Mikhail Khodorkovsky was charged Saturday with fraud, forgery and other crimes hours after the special forces troops, weapons drawn, surrounded his private plane at a Siberian airport.
The dramatic arrest alarmed the country's business and political elite, with many analysts saying the actions against Yukos are a Kremlin-directed campaign to keep Khodorkovsky out of politics.
Khodorkovsky, who has openly funded opposition parties, is the latest of Russia's super-rich oligarchs to be pursued by President Vladimir Putin's government. Tycoons Boris Berezovsky and Vladimir Gusinsky have gone into self-imposed exile to avoid criminal prosecution.
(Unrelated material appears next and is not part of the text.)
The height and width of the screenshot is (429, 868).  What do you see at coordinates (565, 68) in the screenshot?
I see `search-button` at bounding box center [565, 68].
The Prosecutor General's office charged Khodorkovsky with fraud, forgery, embezzlement and personal and corporate tax evasion, the news agency Interfax reported. A spokesman for the office told The Associated Press that charges had been filed, but gave no specifics.
The charges were filed in Moscow, where Khodorkovsky was brought after he was detained during a business trip in Novosibirsk, the main city of Siberia.
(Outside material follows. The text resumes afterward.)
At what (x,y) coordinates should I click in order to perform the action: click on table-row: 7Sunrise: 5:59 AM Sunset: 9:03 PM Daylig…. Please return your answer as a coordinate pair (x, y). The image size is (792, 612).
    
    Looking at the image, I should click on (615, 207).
Khodorkovsky could be kept until Dec. 30 in a pretrial detention facility, his attorney Anton Drel said. The shabby and overcrowded detention units are widely considered worse than Russia's prisons.
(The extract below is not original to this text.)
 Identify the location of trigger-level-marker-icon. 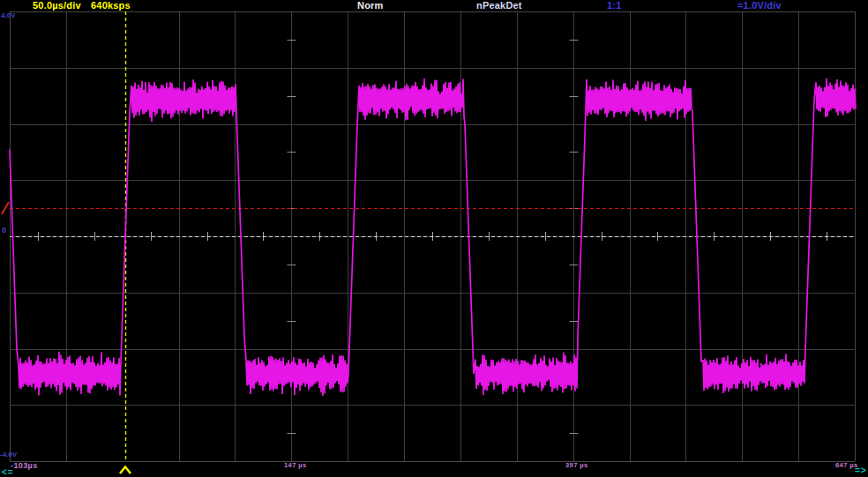
(5, 208).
"The charges of the prosecutor are groundless. The detention of Mikhail Khodorkovsky is aimed at fanning a big scandal which would cover up the lack of evidence in the so-called Yukos case," Yukos spokesman Alexander Shadrin told AP.
Shadrin said Khodorkovsky's plane was surrounded by trucks after it landed in Novosibirsk and black-uniformed forces identifying themselves as FSB -- the main successor to the Soviet-era KGB -- boarded the plane shouting "put down your weapons or we'll shoot."
Worth $8 billion
The 40-year-old Khodorkovsky, whose wealth was estimated by Forbes magazine at $8 billion, is one of the most prominent of Russia's so-called "oligarchs" -- men who made huge, quick fortunes after the collapse of the Soviet Union by acquiring state property at low prices in deals whose ethics came under question.
The oligarchs are greatly resented by large numbers of Russians who did not benefit from the privatization of state property. Both parliamentary and presidential elections will be held in the coming months, and the standing of pro-Kremlin parties among ordinary Russians has been strengthened by the pressure being put on oligarchs by the authorities.
Under Putin, authorities stripped Gusinsky of his media empire and charged him with fraud and have charged Berezovsky with fraud in connection with an automobile company. Both now live overseas, where courts have rejected Russian extradition requests.
Both Gusinsky and Berezovsky allege that the actions against them are a political vendetta in retaliation for criticism of Putin. The Kremlin says that the prosecutor's office is an independent agency outside presidential control.
Khodorkovsky has given funding to the opposition Yabloko and Union of Right Forces parties and is believed to have personal political ambitions.
As head of the largest company dealing in Russia's largest export commodity, Khodorkovsky can wield substantial influence, and his potency was likely to increase with Yukos' recently finalized merger with Sibneft to create the world's fourth-largest oil exporting company.
On Thursday, investigators raided a public relations company that was doing work for Yabloko in the election campaign for the national parliament, reportedly looking for evidence connected to the Yukos probe.
Top Russian businessmen and political leaders across the political spectrum expressed concern about Khodorkovsky's detention, including Communist Party head Gennady Zyuganov, who told Interfax he was "extremely worried."
"We think that this extremely dangerous development of events can only be stopped by the clear, unambiguously presented position of Russian President Putin," said Anatoly Chubais, who oversaw the privatization of state assets in the 1990s and now heads the national electricity company.
Putin's failure to do this "will bring Russia into an irreversible process of worsening business conditions," he said.
The action may also raise a warning flag to foreign investors who have been increasingly putting money into Russia, boosting the economy strongly after the collapse of the ruble in 1998. Despite Russia's vast potential, many investors are leery of the country because of its capricious legal system and concerns about shareholder protection and corporate transparency.
Although U.S. companies have hesitated to step into the still-risky Russian oil market, Exxon Mobil was reported this month to be considering buying a 25-percent stake in the merged Yukos-Sibneft operation.
The investigation began in July with the arrest of Platon Lebedev, a top Yukos shareholder and board chairman of Menatep Group, on charges of theft of state property during the 1994 privatization of a fertilizer plant. Lebedev has remained in jail awaiting trial. Last week, prosecutors also filed tax evasion charges against a Yukos manager, Vasily Shakhnovsky, who oversees day-to-day company operations and is responsible for customer relations and auditing.